• Husqvarna Motorcycles Made In Sweden - About 1988 and older

  • Hi everyone,

    As you all know, Coffee (Dean) passed away a couple of years ago. I am Dean's ex-wife's husband and happen to have spent my career in tech. Over the years, I occasionally helped Dean with various tech issues.

    When he passed, I worked with his kids to gather the necessary credentials to keep this site running. Since then (and for however long they worked with Coffee), Woodschick and Dirtdame have been maintaining the site and covering the costs. Without their hard work and financial support, CafeHusky would have been lost.

    Over the past couple of weeks, I’ve been working to migrate the site to a free cloud compute instance so that Woodschick and Dirtdame no longer have to fund it. At the same time, I’ve updated the site to a current version of XenForo (the discussion software it runs on). The previous version was outdated and no longer supported.

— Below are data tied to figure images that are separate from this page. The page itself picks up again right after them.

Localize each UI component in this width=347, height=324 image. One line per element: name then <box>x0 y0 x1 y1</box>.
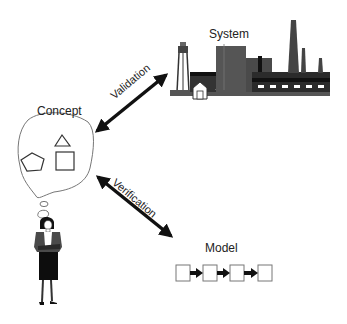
system-label: System <box>209 27 249 41</box>
square-shape <box>56 152 74 170</box>
model-label: Model <box>205 241 238 255</box>
process-chain-icon <box>176 265 272 281</box>
person-icon <box>34 217 62 305</box>
verification-arrow <box>98 177 171 236</box>
concept-label: Concept <box>37 104 82 118</box>
thought-bubble-icon <box>18 113 93 218</box>
factory-icon <box>170 20 330 99</box>
water-tower-icon <box>177 42 189 92</box>
pentagon-shape <box>21 153 44 171</box>
triangle-shape <box>55 135 70 146</box>
diagram-canvas <box>0 0 347 324</box>
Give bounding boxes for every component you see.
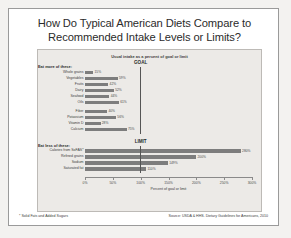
bar: Fruits42% [85, 83, 108, 87]
bar-value-label: 59% [119, 76, 126, 80]
limit-label: LIMIT [135, 139, 147, 144]
x-axis-tick-label: 300% [248, 181, 257, 185]
bar-category-label: Fruits [75, 82, 84, 87]
title-line-1: How Do Typical American Diets Compare to [38, 17, 251, 29]
screenshot-root: How Do Typical American Diets Compare to… [0, 0, 291, 238]
bar: Calcium75% [85, 128, 127, 132]
x-axis-tick-label: 250% [220, 181, 229, 185]
chart-subtitle: Usual intake as a percent of goal or lim… [38, 54, 261, 59]
bar-value-label: 200% [198, 155, 206, 159]
bar-value-label: 75% [128, 127, 135, 131]
footnote: * Solid Fats and Added Sugars [19, 214, 68, 218]
x-axis-tick [141, 177, 142, 180]
bar: Calories from SoFAS*280% [85, 149, 241, 153]
chart-plot-area: Eat more of these:Whole grains15%Vegetab… [85, 64, 252, 191]
bar-category-label: Fiber [76, 109, 84, 114]
bar-value-label: 28% [102, 121, 109, 125]
bar-value-label: 56% [117, 115, 124, 119]
bar-value-label: 15% [95, 70, 102, 74]
bar: Potassium56% [85, 116, 116, 120]
bar: Vegetables59% [85, 77, 118, 81]
bar-category-label: Refined grains [61, 154, 84, 159]
x-axis-tick [113, 177, 114, 180]
bar-category-label: Whole grains [63, 70, 83, 75]
x-axis-tick [196, 177, 197, 180]
x-axis-tick [224, 177, 225, 180]
group-heading: Eat more of these: [38, 64, 72, 69]
source-note: Source: USDA & HHS. Dietary Guidelines f… [169, 214, 268, 218]
bar-value-label: 149% [169, 161, 177, 165]
bar-category-label: Saturated fat [63, 166, 83, 171]
x-axis-tick-label: 200% [192, 181, 201, 185]
x-axis-tick [169, 177, 170, 180]
bar-value-label: 61% [120, 100, 127, 104]
bar: Oils61% [85, 101, 119, 105]
goal-reference-line [140, 67, 142, 134]
bar-category-label: Calcium [71, 127, 84, 132]
chart-panel: Usual intake as a percent of goal or lim… [37, 49, 262, 212]
bar: Sodium149% [85, 161, 168, 165]
limit-reference-line [140, 146, 142, 173]
x-axis-tick-label: 50% [109, 181, 116, 185]
bar-value-label: 40% [108, 109, 115, 113]
x-axis-tick-label: 0% [83, 181, 88, 185]
bar: Seafood44% [85, 95, 109, 99]
x-axis-title: Percent of goal or limit [85, 187, 252, 191]
bar: Fiber40% [85, 110, 107, 114]
x-axis-tick-label: 150% [164, 181, 173, 185]
bar: Dairy52% [85, 89, 114, 93]
bar-value-label: 42% [110, 82, 117, 86]
bar-category-label: Sodium [72, 160, 84, 165]
bar: Saturated fat110% [85, 167, 146, 171]
x-axis-tick-label: 100% [136, 181, 145, 185]
slide-card: How Do Typical American Diets Compare to… [8, 8, 279, 226]
page-title: How Do Typical American Diets Compare to… [19, 17, 270, 44]
bar-category-label: Potassium [67, 115, 83, 120]
x-axis-tick [85, 177, 86, 180]
x-axis-tick [252, 177, 253, 180]
bar-category-label: Oils [77, 100, 83, 105]
bar-category-label: Vegetables [66, 76, 83, 81]
bar-category-label: Vitamin D [68, 121, 83, 126]
bar-category-label: Calories from SoFAS* [49, 148, 83, 153]
bar-value-label: 280% [242, 149, 250, 153]
bar-value-label: 44% [111, 94, 118, 98]
bar: Vitamin D28% [85, 122, 101, 126]
goal-label: GOAL [134, 60, 147, 65]
bar-value-label: 52% [115, 88, 122, 92]
group-heading: Eat less of these: [38, 143, 70, 148]
bar: Whole grains15% [85, 71, 93, 75]
bar-category-label: Seafood [70, 94, 83, 99]
bar-category-label: Dairy [75, 88, 83, 93]
title-line-2: Recommended Intake Levels or Limits? [19, 31, 270, 45]
bar-value-label: 110% [147, 167, 155, 171]
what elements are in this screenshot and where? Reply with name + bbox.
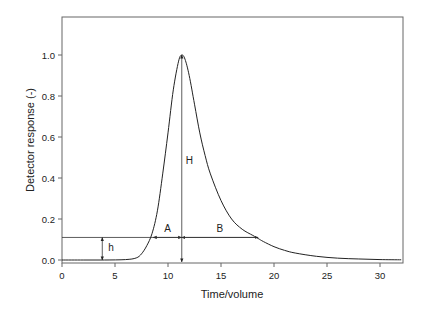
chart-container: 051015202530 0.00.20.40.60.81.0 HhAB Tim… bbox=[0, 0, 424, 317]
x-axis: 051015202530 bbox=[59, 263, 385, 281]
y-tick-label: 0.4 bbox=[42, 173, 55, 184]
y-tick-label: 0.8 bbox=[42, 91, 55, 102]
y-tick-label: 1.0 bbox=[42, 50, 55, 61]
x-axis-title: Time/volume bbox=[201, 288, 264, 300]
label-H: H bbox=[186, 155, 193, 166]
plot-frame bbox=[62, 17, 403, 263]
x-tick-label: 30 bbox=[375, 270, 386, 281]
label-A: A bbox=[164, 223, 171, 234]
y-tick-label: 0.0 bbox=[42, 255, 55, 266]
y-tick-label: 0.6 bbox=[42, 132, 55, 143]
chart-svg: 051015202530 0.00.20.40.60.81.0 HhAB Tim… bbox=[0, 0, 424, 317]
x-tick-label: 20 bbox=[269, 270, 280, 281]
y-tick-label: 0.2 bbox=[42, 214, 55, 225]
x-tick-label: 0 bbox=[59, 270, 64, 281]
x-tick-label: 5 bbox=[112, 270, 117, 281]
detector-response-curve bbox=[62, 55, 401, 260]
y-axis-title: Detector response (-) bbox=[24, 88, 36, 192]
annotations: HhAB bbox=[62, 55, 258, 262]
y-axis: 0.00.20.40.60.81.0 bbox=[42, 50, 62, 266]
label-h: h bbox=[108, 242, 114, 253]
x-tick-label: 10 bbox=[163, 270, 174, 281]
x-tick-label: 15 bbox=[216, 270, 227, 281]
x-tick-label: 25 bbox=[322, 270, 333, 281]
label-B: B bbox=[217, 223, 224, 234]
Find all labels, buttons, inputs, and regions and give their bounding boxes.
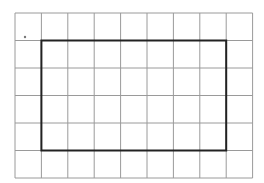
grid-diagram bbox=[0, 0, 264, 183]
grid-lines bbox=[15, 13, 253, 178]
point-marker bbox=[24, 36, 26, 38]
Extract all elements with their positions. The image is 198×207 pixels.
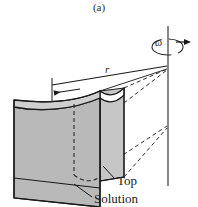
figure-container: (a) ω xyxy=(0,0,198,207)
omega-label: ω xyxy=(155,37,162,48)
top-label: Top xyxy=(117,173,137,188)
radius-label: r xyxy=(105,63,110,75)
solution-label: Solution xyxy=(94,191,139,206)
figure-drawing: ω r xyxy=(0,0,198,207)
solution-solid xyxy=(14,88,124,207)
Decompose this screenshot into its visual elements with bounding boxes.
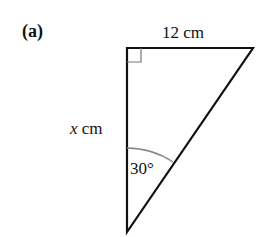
left-side-label: x cm bbox=[70, 120, 103, 137]
unit-cm: cm bbox=[78, 119, 103, 138]
right-angle-marker bbox=[127, 48, 141, 62]
variable-x: x bbox=[70, 119, 78, 138]
angle-label: 30° bbox=[130, 160, 154, 177]
part-label: (a) bbox=[22, 22, 43, 40]
top-side-label: 12 cm bbox=[162, 24, 204, 41]
triangle bbox=[127, 48, 253, 232]
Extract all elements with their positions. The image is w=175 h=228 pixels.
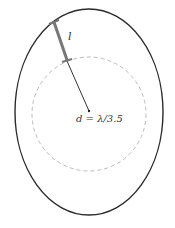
segment-label: l: [68, 30, 72, 43]
center-point: [88, 110, 90, 112]
radius-line: [67, 61, 89, 111]
thick-segment: [54, 22, 67, 60]
distance-label: d = λ/3.5: [76, 113, 123, 124]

    Unfortunately, the new software version doesn’t support importing the old site’s styles, so for now, you’ll see the XenForo default style. This may change over time.

    Coffee didn’t document the work he did on the site, so I’ve been digging through the old setup to understand how everything was running. There may still be things I’ve missed. One known issue is that email functionality is not yet working on the new site, but I hope to resolve this over time.

    Thanks for your patience and support!

1972 WR 250 fork question

Clinton320

Husqvarna
Hi,
I am working on a 1972 WR 250. It was my uncles old bike and about ten years ago he rebuilt everything, new top and bottom end, new bearings, got it running then put it away. So recently I picked it up from him and am gonna try and do some vintage racing with it. Anyway, I am trying to get the seals out of the forks but can't. Can someone Please help me? And any other tips would be appreciated.
 
Not sure if the 72 is any different than the 73 or 74, but I just used a universal seal puller. The top one should come out pretty easy. The bottom one I used propane. Heat works great. They can be stubborn, but will come out. Just be careful and use a rag or small block of wood at the top of the leg to pry against. And be careful not to score the inner seal surface. Again, if they are the same as the 73 and 74, to take them apart, I made a tool out of a dowl to hold the inner retainer so you can remove the bottom bolt. One of the folks from here showed me what it looked like, so I made one myself. You can probably do a search on this forum to find that information. If you can't, I'll take measurements of mine as well as a picture to help you out.
Don't give up on the seals. I did on my 73 forks, and only replaced the top ones. Didn't take long for them to start leaking. The 74 forks I didn't give up and have had no leaks since. You don't have to use too much heat. Just keep moving the torch around the entire area and keep trying.